On the Fate of the Earth

Jonathan Schell Memorial Lecture Series

The Jonathan Schell Memorial Lecture Series on the Fate of the Earth was established in 2016 to honor the memory of Type Media Center fellow Jonathan Schell and takes its name from his 1982 seminal work on the consequences of nuclear war. It is an annual lecture of original work delivered by a speaker selected each year by committee addressing topics written on by Schell during his life including environmentalism, nuclear disarmament, and peace but may include any important issue on which the future of humanity and other life on the Earth might depend.


A Joint Project Between

Type

Previous Lectures

2019

Arundhati Roy

Author, most notably, of The God of Small Things, for which she received the 1997 Booker Prize, and The Ministry of Utmost Happiness. A collection of her essays from the past twenty years, My Seditious Heart, was recently published by Haymarket Books.

View the lecture here.


2018

Beatrice Fihn

A lawyer and executive director of the International Campaign to Abolish Nuclear Weapons (ICAN). She accepted the 2017 Nobel Peace Prize alongside Hiroshima survivor Setsuko Thurlow.

View the lecture here.


2017

Elizabeth Kolbert

A journalist, author, and visiting fellow at Williams College. She won a Pulitzer Prize for her 2014 book, The Sixth Extinction: An Unnatural History, and writes about the environment for The New Yorker.

View the lecture here.


2016

Bill McKibben

An environmentalist and author who writes about global warming, alternative energy, and localized economies. He is the leader of the anti-carbon campaign group 350.org, and has authored over a dozen books.

View the lecture here.


Jonathan Schell

Jonathan Schell was a passionate humanist, brave writer, and powerful voice who dedicated his life to illuminating civilizational perils—especially the threat of nuclear war.

Schell traveled to Vietnam after graduating from Harvard in 1965, where a chance encounter with journalist Bernard Fall put him on a helicopter to witness the destruction of the village of Ben Suc by US troops. A series of New Yorker articles and his book, The Village of Ben Suc, published when he was 24, became one of the first English-language accounts of the senseless killing of Vietnamese civilians by American forces. Through eloquent writing, he would become an important antiwar witness to the horrors of Washington’s Vietnam.

He published his next book a year later, after spending time flying with US forward air controllers. The Military Half: An Account of Destruction in Quang Ngai and Quang Tin was a stunning description of how the US military tore South Vietnam apart from the air as well as on the ground. In 1976, he took on the Watergate scandal in his classic work, The Time of Illusion.

First published as a four-part series in the New Yorker, Schell’s 1982 international bestseller The Fate of the Earth — on the devastating human consequences of nuclear war — was his seminal work. In that book, he raised fundamental questions about our existence as a species that “has brought itself face to face with a second death [in addition to our own] — the death of mankind.” Calling The Fate of the Earth “an enormous force” in a New York Times book review, sociologist Kai Erikson wrote, “It accomplishes what no other work has managed to do in the 37 years of the nuclear age. It compels us — and compel is the right word — to confront head on the nuclear peril in which we all find ourselves.”

Schell became a lead writer at the New Yorker for two decades, penning hundreds of Notes and Comments. In addition to his anti-war work, he detailed “the inverted moral order” of President Richard Nixon’s White House, and documented its threats to the Constitution as well as freedom of the press.

He was also a Newsday columnist from 1990 until 1996, a senior fellow at The Nation Institute (now Type Media Center) from 1998 to 2014, and spent nearly two decades as The Nation’s peace and disarmament correspondent. A firm critic of American intervention throughout his life, Schell launched what soon became a weekly column, “Letter from Ground Zero,” just days after 9/11. In an unsigned letter published on The Nation’s cover in October 2002 — just before Congress authorized an attack on Iraq — he urged them to “be faithful to your oaths…Say no to empire. Affirm the Republic. Preserve the peace. Vote against the war in Iraq.”

In addition to his prolific magazine writing, Schell authored more than a dozen books, with his last completed work, The Seventh Decade, publishing in 2007. He also taught at universities including Princeton, Emory, New York University, the New School, Wesleyan University, and the Yale Law School.

The Fate of the Earth and Jonathan Schell’s life work have moved us to reflect on the harm humans have inflicted on the planet, especially through global warming (the subject of his final, uncompleted work, provisionally titled The Human Shadow) — and inspired us to look ahead to what must be done. We hope to grapple with this civilizational challenge by fostering original work on the fate of the earth and its inhabitants through this lecture series, which was established through a partnership with The Gould Foundation in 2016. The series features original work on issues that the future of humanity and other life on the Earth might depend.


**EXERCISE DESCRIPTION:** I'd like the records transcribed exactly, leaving the images out.

------ LISTED RECORDS

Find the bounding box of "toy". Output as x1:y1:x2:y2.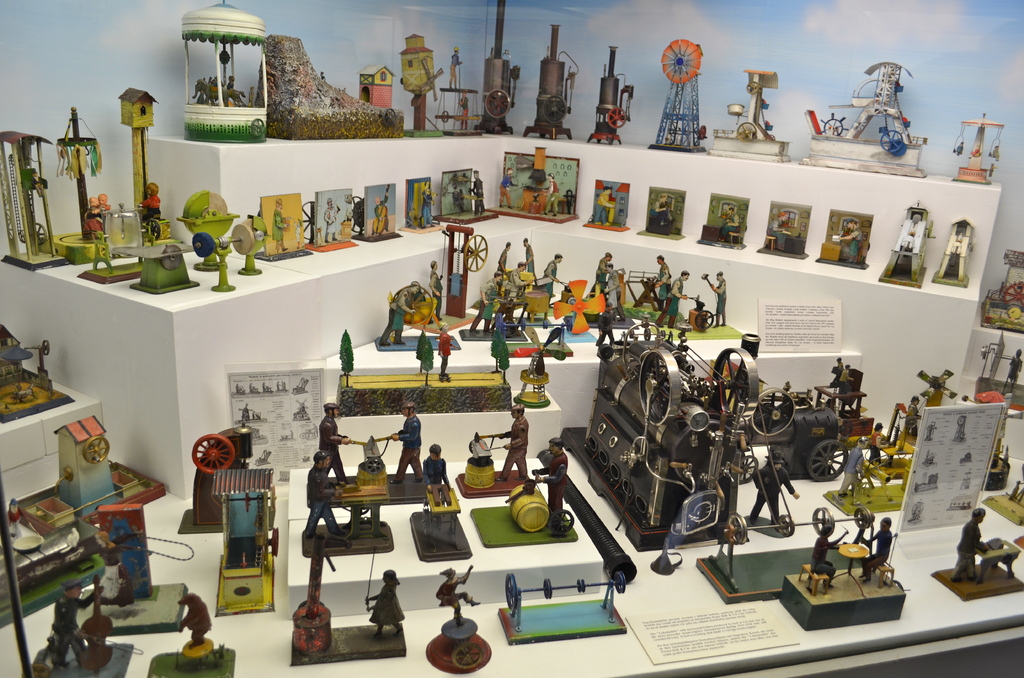
418:572:495:672.
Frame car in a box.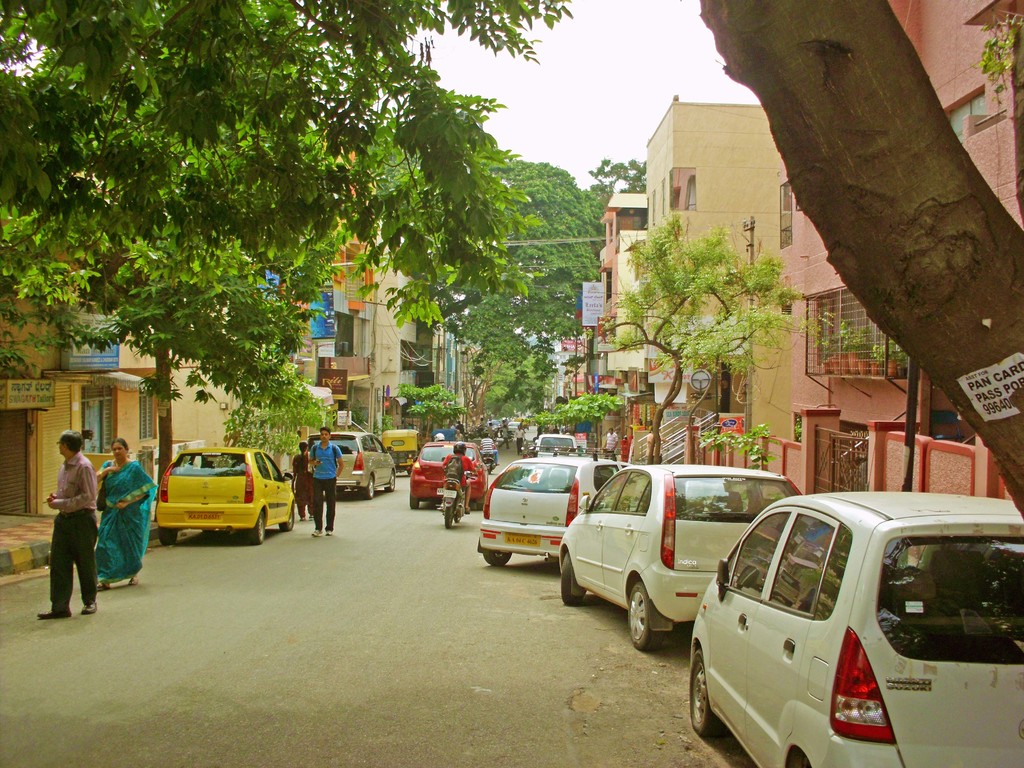
Rect(680, 480, 1018, 767).
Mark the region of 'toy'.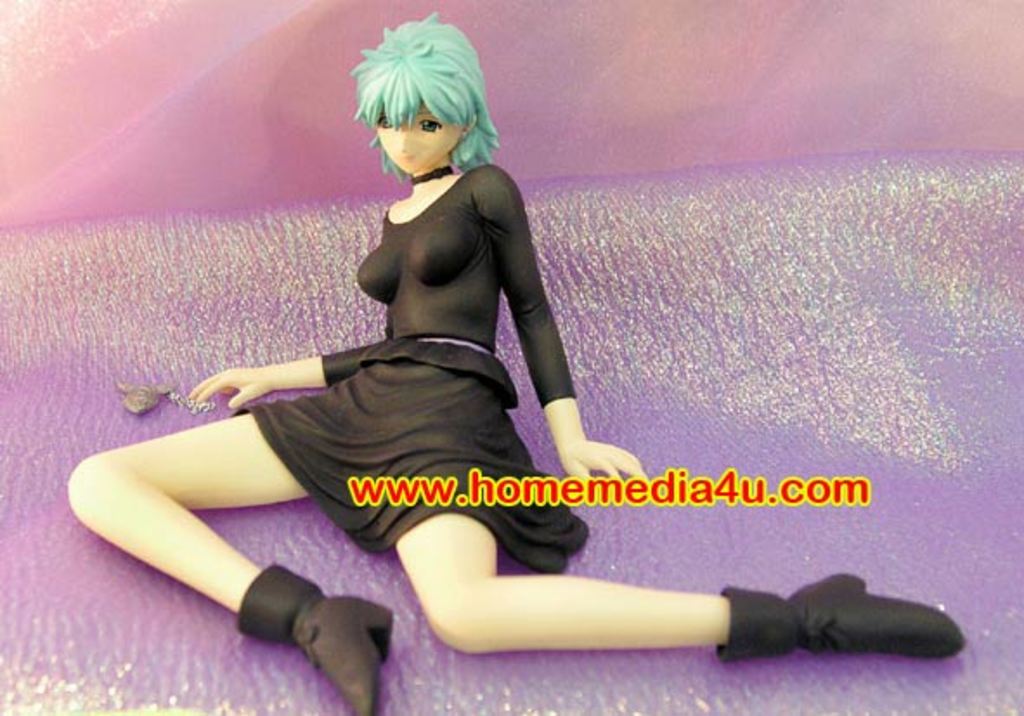
Region: rect(62, 12, 969, 714).
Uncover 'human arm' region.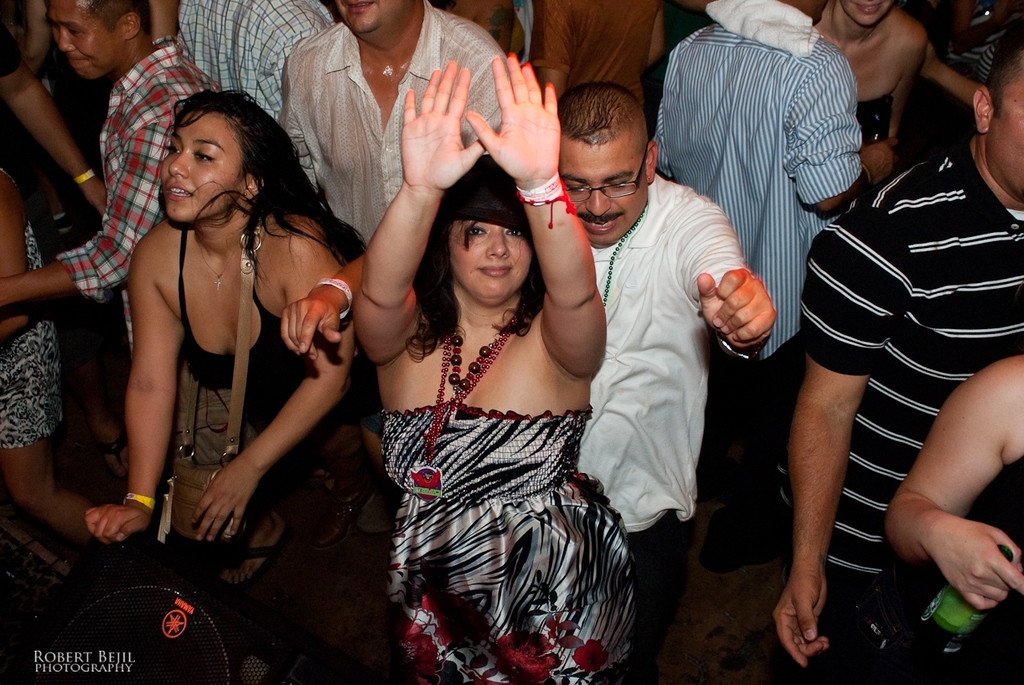
Uncovered: detection(0, 25, 109, 215).
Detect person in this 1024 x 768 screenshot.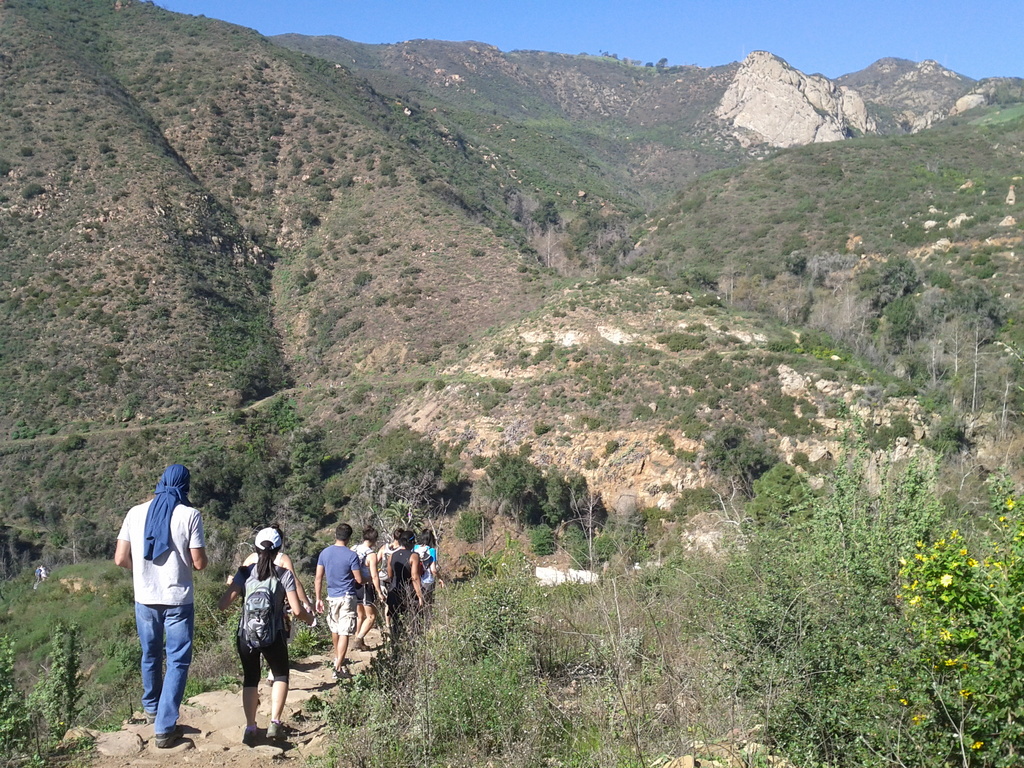
Detection: <region>226, 529, 312, 742</region>.
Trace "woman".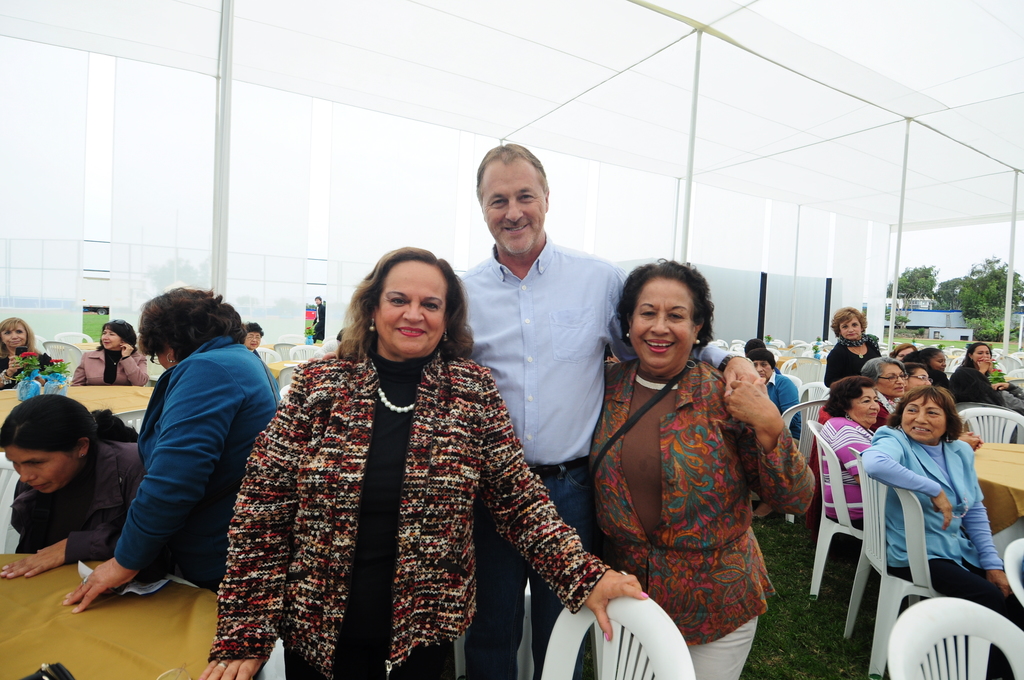
Traced to rect(0, 316, 61, 395).
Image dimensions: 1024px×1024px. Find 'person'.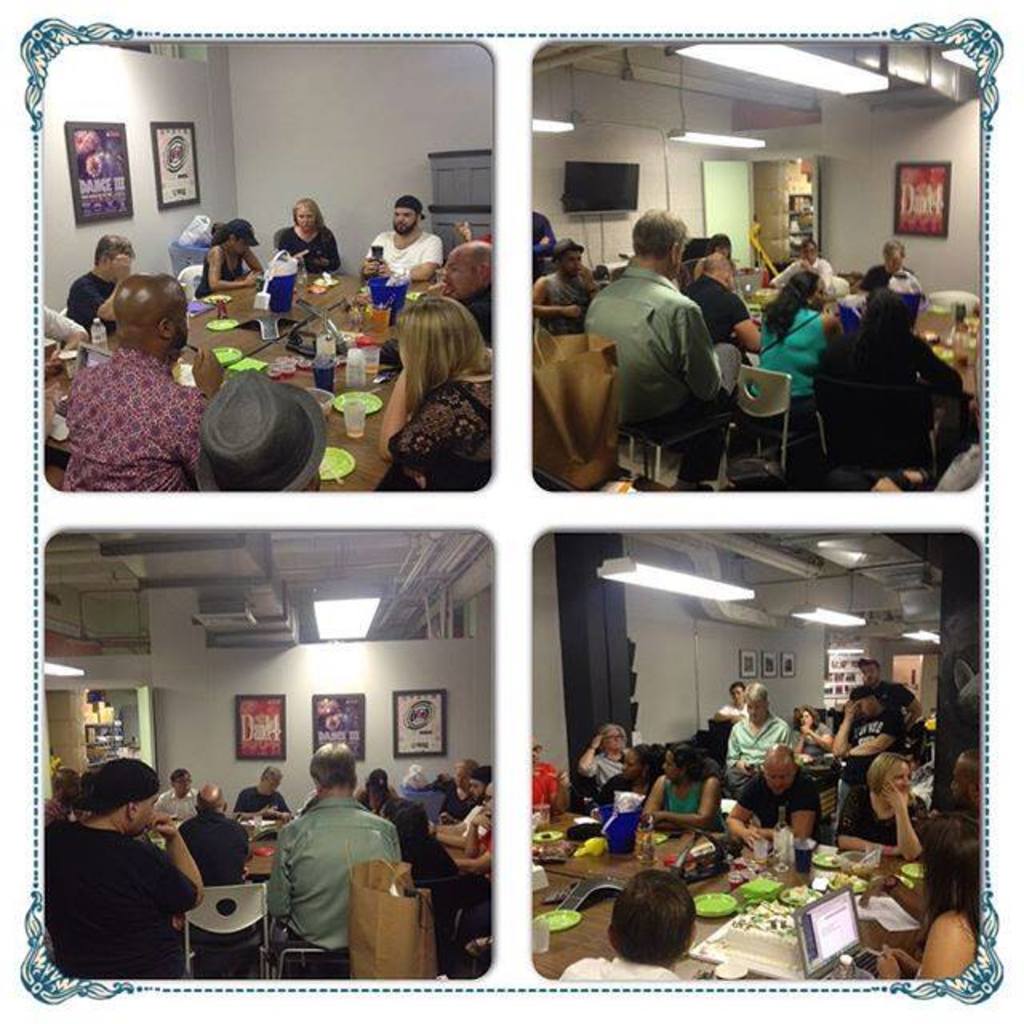
173 781 256 902.
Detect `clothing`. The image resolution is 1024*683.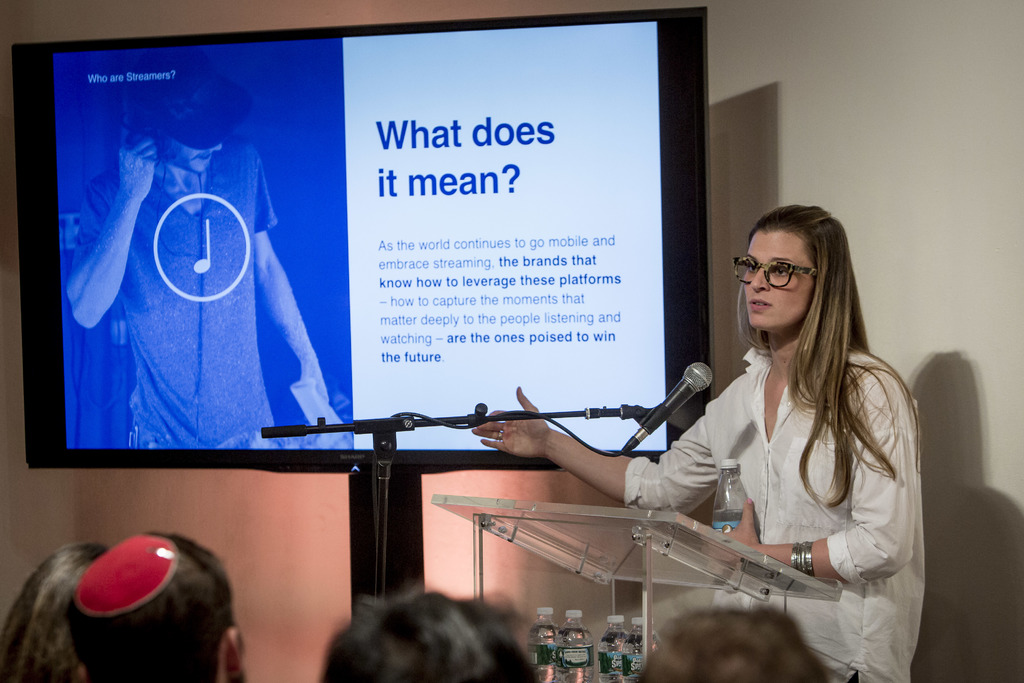
box=[673, 288, 936, 650].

------------

**EXERCISE ANSWER:**
Find the bounding box of "toy". Output as x1:y1:x2:y2.
418:572:495:672.
Frame car in a box.
Rect(680, 480, 1018, 767).
Mark the region of 'toy'.
Region: rect(62, 12, 969, 714).
Uncover 'human arm' region.
Uncovered: detection(0, 25, 109, 215).
Detect person in this 1024 x 768 screenshot.
Detection: <region>226, 529, 312, 742</region>.
Trace "woman".
Traced to rect(0, 316, 61, 395).
Image dimensions: 1024px×1024px. Find 'person'.
173 781 256 902.
Detect `clothing`. The image resolution is 1024*683.
box=[673, 288, 936, 650].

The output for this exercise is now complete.